Functional Testing using a Matrix to cover all edge cases [video]
I’ve been a fan of Ryan Davis‘ (zenspider) and Eric Hodel‘ ZenTest library (including its autotest CI tool for rails and gems), and their Hoe gem, the Rubyforge gem, etc ever since I figured out what they did. (Side note: how to setup rubyforge gem)
Over the last month, Ryan mentioned “functional testing by a matrix” in four great blog articles.
Ryan shows this off at RejectConf; its 16 minutes but definitely worth your time to investigate, as I think this will be awesome for ensuring basic edge cases are thoroughly tested. Can a guest create something? Can a member delete something?
It is hard to see the code on the screen, but look at the blog posts linked above to get the gist of what is being shown.
People were really interested this as you can tell by the huge number of questions, despite this being the last of many many presentations.
This stuff looks primed for a sweet generator to create the test file.
“Drop Rails into TomCat and it just works” - Ola Bini on JRuby presentation
Until Ola Bini stood up at the Stockholm Rails/Ruby Group meeting the other night, I had only a passing interest in JRuby.
To me, running Ruby on Java made as much sense as running Java on a JVM on top of another JVM. Virtual machine on a virtual machine… surely that’s already one virtual machine too many?
Then he said something that no Rails person had said before:
You JAR up your rails app, upload it to TomCat and your Rails app is deployed. It just works.
“Upload it … and it just works” - I still don’t think I’ve heard of a technical solution for deploying Rails apps that’s been bold enough to claim this.
Below is the 30 minute presentation by Ola from the other night where he goes into the details, plus more on the status of JRuby, its performance compared to Ruby, and its future.
Summary: there’s a whole lot of wonderful energy within the JRuby Core camp.
Meta-Magic in Ruby: Dr Nic Unplugged in Stockholm
Last nights’ Ruby meeting in Stockholm had a great turn out and starred Ola Bini sharing the latest and greatest about JRuby, and myself giving an overview on the wonders of Meta-Magic in Ruby.
I’ll write a separate post on Ola’s presentation shortly. It was awesome and I videoed it. Hehehe.

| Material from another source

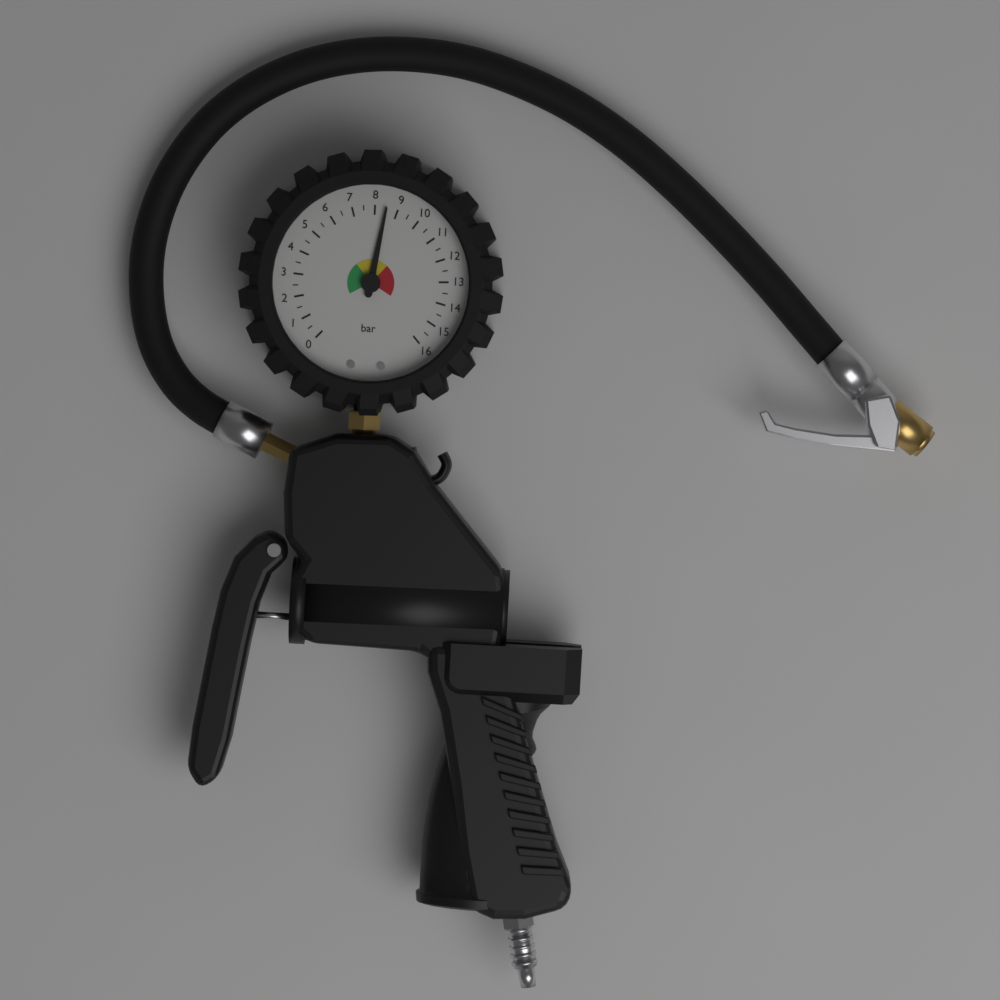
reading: 8.5 bar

Meta-magic in a programming language is as important to programmers as changeable ring tones are to teenagers. Authors of programming languages cannot provide every feature to everyone, so it is so wonderful to be able to add new language features and extensions that you want. Everyone knows you can add Jessica Simpson as your mobile ring tone, but not all programmers know that you can add new features to their programming world.